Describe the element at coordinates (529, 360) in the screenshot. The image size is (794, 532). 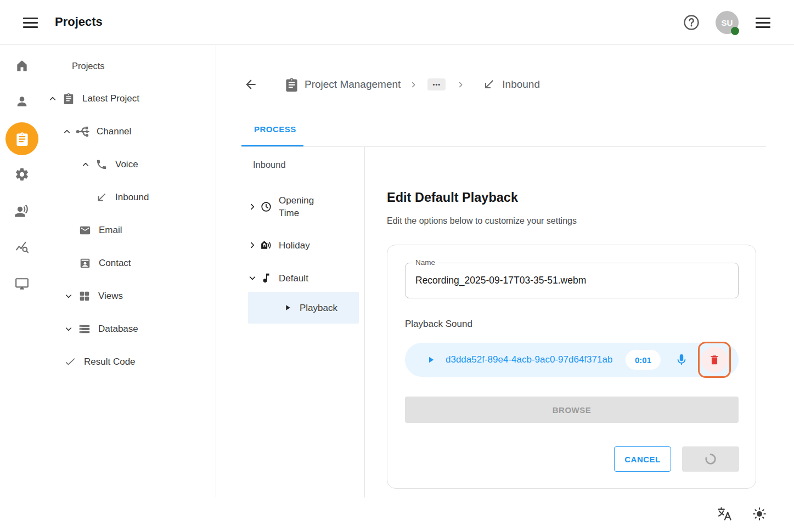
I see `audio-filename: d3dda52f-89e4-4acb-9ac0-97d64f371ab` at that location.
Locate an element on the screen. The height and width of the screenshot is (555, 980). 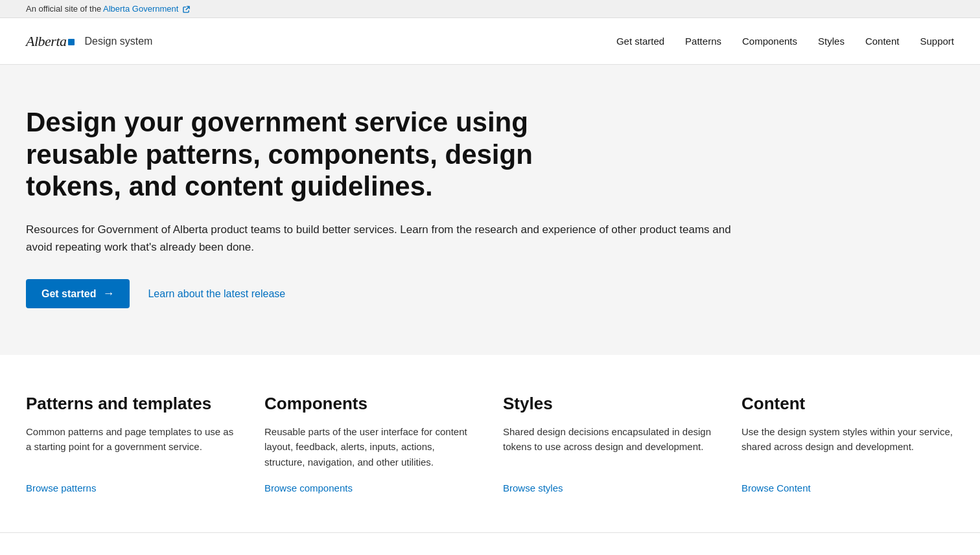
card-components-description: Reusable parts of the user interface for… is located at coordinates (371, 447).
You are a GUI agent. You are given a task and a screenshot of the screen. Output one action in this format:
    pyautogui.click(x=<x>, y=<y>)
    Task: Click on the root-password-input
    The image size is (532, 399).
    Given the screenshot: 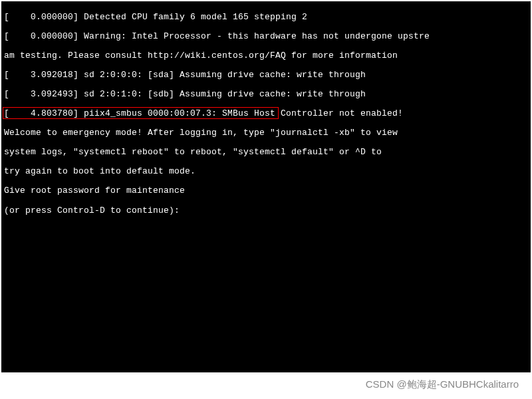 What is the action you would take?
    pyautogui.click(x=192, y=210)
###
(EXERCISE OBJECTIVE) Start at the first line of the records and write out everything up to and including the line containing "pyautogui.click(x=<x>, y=<y>)". No pictures.

(SOLUTION TO THE PROBLEM)
Describe the element at coordinates (529, 360) in the screenshot. The image size is (794, 532). 
I see `audio-filename: d3dda52f-89e4-4acb-9ac0-97d64f371ab` at that location.
Locate an element on the screen. The height and width of the screenshot is (555, 980). 
card-components-description: Reusable parts of the user interface for… is located at coordinates (371, 447).
You are a GUI agent. You are given a task and a screenshot of the screen. Output one action in this format:
    pyautogui.click(x=<x>, y=<y>)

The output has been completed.